Review of The Fifth Elephant by Terry Pratchett

According to the lore, Discworld flies through space on the back of the great turtle Atuan and is supported on four sides by four great elephants. But there was once a fifth, and in the twenty-fourth Discworld novel, The Fifth Elephant (1999), readers learn of its fate, and continued impact on Disc life to this day.

Things are getting political in dwarf land. Conservatives are even clashing with liberals on the far away streets of Ankh-Morpork. Someone has stolen the dwarves' sacred Scone of Stone (or at least a reasonable facsimile thereof). And Wallace Stonky, Discworld inventor of rubberized “preventatives”, has somehow turned up dead. Investigation is needed all around. As Lord Vetinari dispatches Vimes to mediate the situation in Ubervald, enter the Night's Watch.

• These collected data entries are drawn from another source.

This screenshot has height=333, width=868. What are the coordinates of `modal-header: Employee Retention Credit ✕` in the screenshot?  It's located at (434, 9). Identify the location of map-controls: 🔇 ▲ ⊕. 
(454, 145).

It's almost pointless to say, but I will anyway: Pratchett's Discworld novels are all a lot of fun, and while personal interest may vary depending on the individual novel, each is an enjoyable read on a line-by-line basis alone. The Fifth Elephant is no different. Pratchett keeps the puns, slapstick, and situational humor rolling in fine Disc style, regardless whether this is your first or last Disc read.

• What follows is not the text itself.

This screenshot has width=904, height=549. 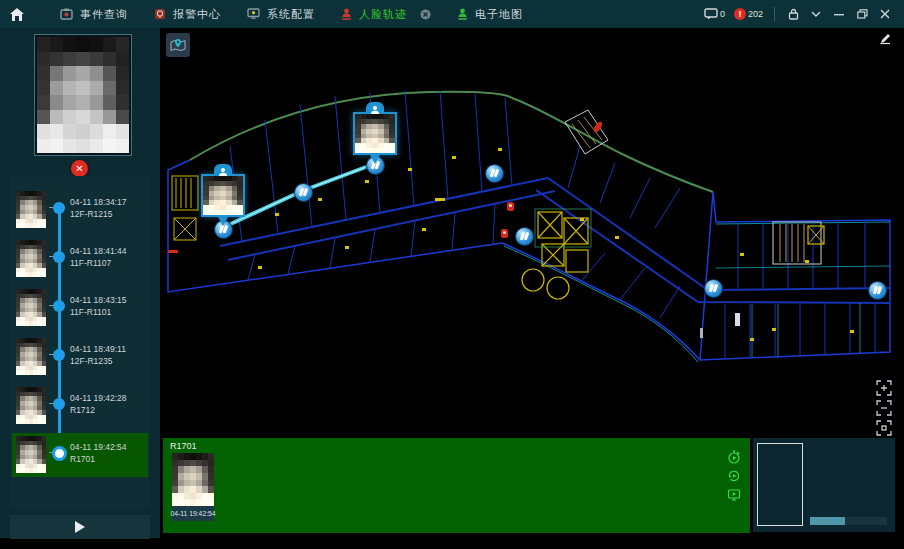 What do you see at coordinates (80, 308) in the screenshot?
I see `timeline-entry: 04-11 18:43:1511F-R1101` at bounding box center [80, 308].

That being said, The Fifth Elephant makes a far better early Disc read than later. Practchett is on point humor-wise, but does not integrate the novel's overarching ideas to the plot as well as he can. Perhaps I missed something, but this is a book that reads predominantly at the plot level—not in itself a bad thing, just not as nuanced and expansive a thing as many other Disc novels.

In the end, The Fifth Elephant is not S-tier Discworld. But even when Pratchett is not marrying theme to plot as tightly as he has in other Disc novels, the novel's tone, humor, and in-the-moment action still carry it. In the words of Primus, they can't all be zingers. But that doesn't mean the book is lacking the juice that makes Pratchett, Pratchett. Read, enjoy, just don't set your expectations as high as some of the other Discworld novels if this is not your first.